Brain-Computer Interface Technology
China advances in brain-computer interface technology, aiming for US$900 per procedure
A Chinese brain-computer interface (BCI) company said it had seen positive results from three human implants, matching Elon Musk’s Neuralink in the number of human patients, as China prepares for wider commercialisation of the technology.
Beinao No 1, a semi-invasive BCI system developed by the Chinese Institute for Brain Research (CIBR) in Beijing and its affiliated start-up NeuCyber NeuroTech, completed their first three human implants between February and March this year, the companies said last week.
The Chinese government, meanwhile, is moving to support the market for BCI products, which are inching closer to commercialisation.
The local government in China’s central Hubei province on Monday released the country’s first pricing guidelines for the operation, stipulating that invasive BCI implants should cost 6,552 yuan (US$902) per procedure, and that the price of removal should be 3,139 yuan per procedure. The province set the fitting fee for a non-invasive BCI product at 966 yuan.
The Beinao system allowed paralysed patients, including a paraplegic patient with spinal cord injury and a hemiplegic stroke survivor, to exert mind control to operate computers and robotic arms. It can also decode and output Chinese speech of an ALS patient with speech disorder, according to the companies.
They were aiming to complete brain chip implants on 13 people this year, and to conduct formal clinical trials on around 50 patients after receiving regulatory approval next year, CIBR director Luo Minmin told reporters on Monday on the sidelines of the Zhongguancun Forum technology conference in Beijing, according to Reuters.
Neuralink, founded by Tesla founder Elon Musk in 2016, has also allowed three paralysed patients to receive implants. The company aimed for its product to be used by 20 to 30 patients this year, Musk said in January.
CIBR is among a group of Chinese firms looking to catch up with US companies, such as Neuralink, in the rapidly developing field of BCI, which lets people control external devices by interpreting their brain activity.
Last month, Shanghai-based BCI start-up StairMed, which claimed its solutions outperformed Neuralink’s in certain areas, raised 350 million yuan from major investors including China’s Qiming Venture Partners and Lilly Asia Ventures, a spin-off from US pharmaceutical giant Eli Lilly.
Hong Bo, a professor at the department of biomedical engineering at Tsinghua University’s School of Medicine, told the Zhongguancun Forum that his team aimed to provide BCI implants for 30 to 50 patients in China by the end of this year, according to state media reports.
The CIBR, established in 2018 by Beijing’s municipal government and several universities in the Chinese capital, said in a blog post on Monday that Beinao No 1 was moving closer to becoming a “mature commercial medical product”. It was aiming to provide standardised and replicable solutions for patients with paralysis or speech disorders around the world, the company said.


■ Exercise instructions
Print what the records say exactly, and omit the pictures.

Figure collection entries:
[Start of section]
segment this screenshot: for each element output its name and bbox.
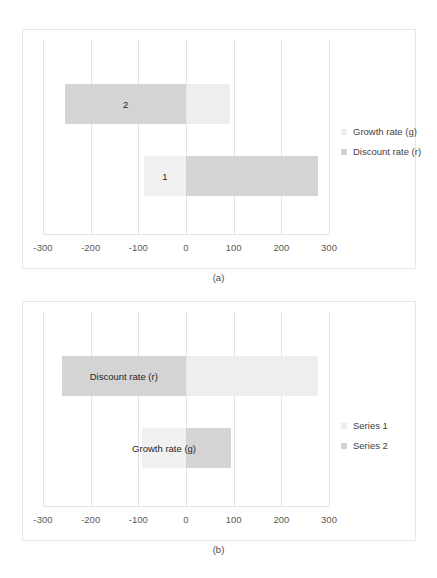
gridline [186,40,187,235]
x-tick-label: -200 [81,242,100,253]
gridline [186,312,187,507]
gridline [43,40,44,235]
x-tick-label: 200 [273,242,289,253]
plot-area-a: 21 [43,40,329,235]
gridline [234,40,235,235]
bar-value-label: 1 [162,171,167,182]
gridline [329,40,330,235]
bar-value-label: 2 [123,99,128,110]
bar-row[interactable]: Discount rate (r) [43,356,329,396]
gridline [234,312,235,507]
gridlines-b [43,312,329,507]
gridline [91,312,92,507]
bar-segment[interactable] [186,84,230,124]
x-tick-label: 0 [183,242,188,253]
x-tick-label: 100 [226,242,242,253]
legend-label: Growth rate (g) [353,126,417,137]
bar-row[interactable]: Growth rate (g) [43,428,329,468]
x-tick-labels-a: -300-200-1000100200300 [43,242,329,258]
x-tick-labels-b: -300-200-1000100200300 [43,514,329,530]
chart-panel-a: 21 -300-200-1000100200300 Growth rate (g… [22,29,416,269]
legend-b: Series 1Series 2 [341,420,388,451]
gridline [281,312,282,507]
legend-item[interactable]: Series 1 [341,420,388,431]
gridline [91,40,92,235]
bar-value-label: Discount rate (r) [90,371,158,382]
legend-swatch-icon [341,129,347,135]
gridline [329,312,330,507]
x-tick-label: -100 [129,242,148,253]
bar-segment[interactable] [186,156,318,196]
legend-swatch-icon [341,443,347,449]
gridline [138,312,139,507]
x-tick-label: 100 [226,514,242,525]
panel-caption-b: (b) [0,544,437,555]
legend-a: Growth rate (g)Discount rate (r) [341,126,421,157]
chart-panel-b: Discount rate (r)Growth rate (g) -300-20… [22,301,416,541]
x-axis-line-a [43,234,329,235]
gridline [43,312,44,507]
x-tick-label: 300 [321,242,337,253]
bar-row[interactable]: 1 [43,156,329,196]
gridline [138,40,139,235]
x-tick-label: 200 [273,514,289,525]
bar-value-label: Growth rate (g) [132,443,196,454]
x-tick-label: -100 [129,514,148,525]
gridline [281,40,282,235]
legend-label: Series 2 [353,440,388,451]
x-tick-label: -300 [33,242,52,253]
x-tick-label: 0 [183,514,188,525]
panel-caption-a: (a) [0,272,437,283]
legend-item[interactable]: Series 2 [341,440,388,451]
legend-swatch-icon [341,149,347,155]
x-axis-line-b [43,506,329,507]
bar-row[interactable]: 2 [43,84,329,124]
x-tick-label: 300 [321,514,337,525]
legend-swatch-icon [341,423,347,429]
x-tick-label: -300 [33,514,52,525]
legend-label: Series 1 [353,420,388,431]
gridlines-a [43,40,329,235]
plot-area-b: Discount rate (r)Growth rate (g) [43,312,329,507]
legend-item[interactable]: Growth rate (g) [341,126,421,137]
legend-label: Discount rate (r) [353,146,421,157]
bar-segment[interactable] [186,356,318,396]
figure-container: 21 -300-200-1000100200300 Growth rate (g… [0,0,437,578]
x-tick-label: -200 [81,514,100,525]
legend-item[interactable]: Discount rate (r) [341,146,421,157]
[End of section]
■ Final answer
segment this screenshot: for each element output its name and bbox.
gridline [186,40,187,235]
x-tick-label: -200 [81,242,100,253]
gridline [186,312,187,507]
gridline [43,40,44,235]
x-tick-label: 200 [273,242,289,253]
plot-area-a: 21 [43,40,329,235]
gridline [234,40,235,235]
bar-value-label: 1 [162,171,167,182]
gridline [329,40,330,235]
bar-value-label: 2 [123,99,128,110]
bar-row[interactable]: Discount rate (r) [43,356,329,396]
gridline [234,312,235,507]
gridlines-b [43,312,329,507]
gridline [91,312,92,507]
bar-segment[interactable] [186,84,230,124]
x-tick-label: 0 [183,242,188,253]
x-tick-label: 100 [226,242,242,253]
legend-label: Growth rate (g) [353,126,417,137]
bar-row[interactable]: Growth rate (g) [43,428,329,468]
x-tick-labels-a: -300-200-1000100200300 [43,242,329,258]
x-tick-labels-b: -300-200-1000100200300 [43,514,329,530]
chart-panel-a: 21 -300-200-1000100200300 Growth rate (g… [22,29,416,269]
legend-b: Series 1Series 2 [341,420,388,451]
gridline [281,312,282,507]
legend-item[interactable]: Series 1 [341,420,388,431]
gridline [91,40,92,235]
bar-value-label: Discount rate (r) [90,371,158,382]
legend-swatch-icon [341,129,347,135]
gridline [329,312,330,507]
x-tick-label: -100 [129,242,148,253]
bar-segment[interactable] [186,156,318,196]
legend-swatch-icon [341,443,347,449]
gridline [138,312,139,507]
x-tick-label: 100 [226,514,242,525]
panel-caption-b: (b) [0,544,437,555]
legend-a: Growth rate (g)Discount rate (r) [341,126,421,157]
chart-panel-b: Discount rate (r)Growth rate (g) -300-20… [22,301,416,541]
x-axis-line-a [43,234,329,235]
gridline [43,312,44,507]
x-tick-label: 300 [321,242,337,253]
bar-row[interactable]: 1 [43,156,329,196]
gridline [138,40,139,235]
x-tick-label: 200 [273,514,289,525]
bar-value-label: Growth rate (g) [132,443,196,454]
x-tick-label: -100 [129,514,148,525]
gridline [281,40,282,235]
legend-label: Series 2 [353,440,388,451]
x-tick-label: -300 [33,242,52,253]
x-tick-label: 0 [183,514,188,525]
panel-caption-a: (a) [0,272,437,283]
legend-item[interactable]: Series 2 [341,440,388,451]
legend-swatch-icon [341,149,347,155]
x-axis-line-b [43,506,329,507]
bar-row[interactable]: 2 [43,84,329,124]
x-tick-label: 300 [321,514,337,525]
legend-swatch-icon [341,423,347,429]
x-tick-label: -300 [33,514,52,525]
legend-label: Series 1 [353,420,388,431]
gridlines-a [43,40,329,235]
plot-area-b: Discount rate (r)Growth rate (g) [43,312,329,507]
legend-item[interactable]: Growth rate (g) [341,126,421,137]
legend-label: Discount rate (r) [353,146,421,157]
bar-segment[interactable] [186,356,318,396]
figure-container: 21 -300-200-1000100200300 Growth rate (g… [0,0,437,578]
x-tick-label: -200 [81,514,100,525]
legend-item[interactable]: Discount rate (r) [341,146,421,157]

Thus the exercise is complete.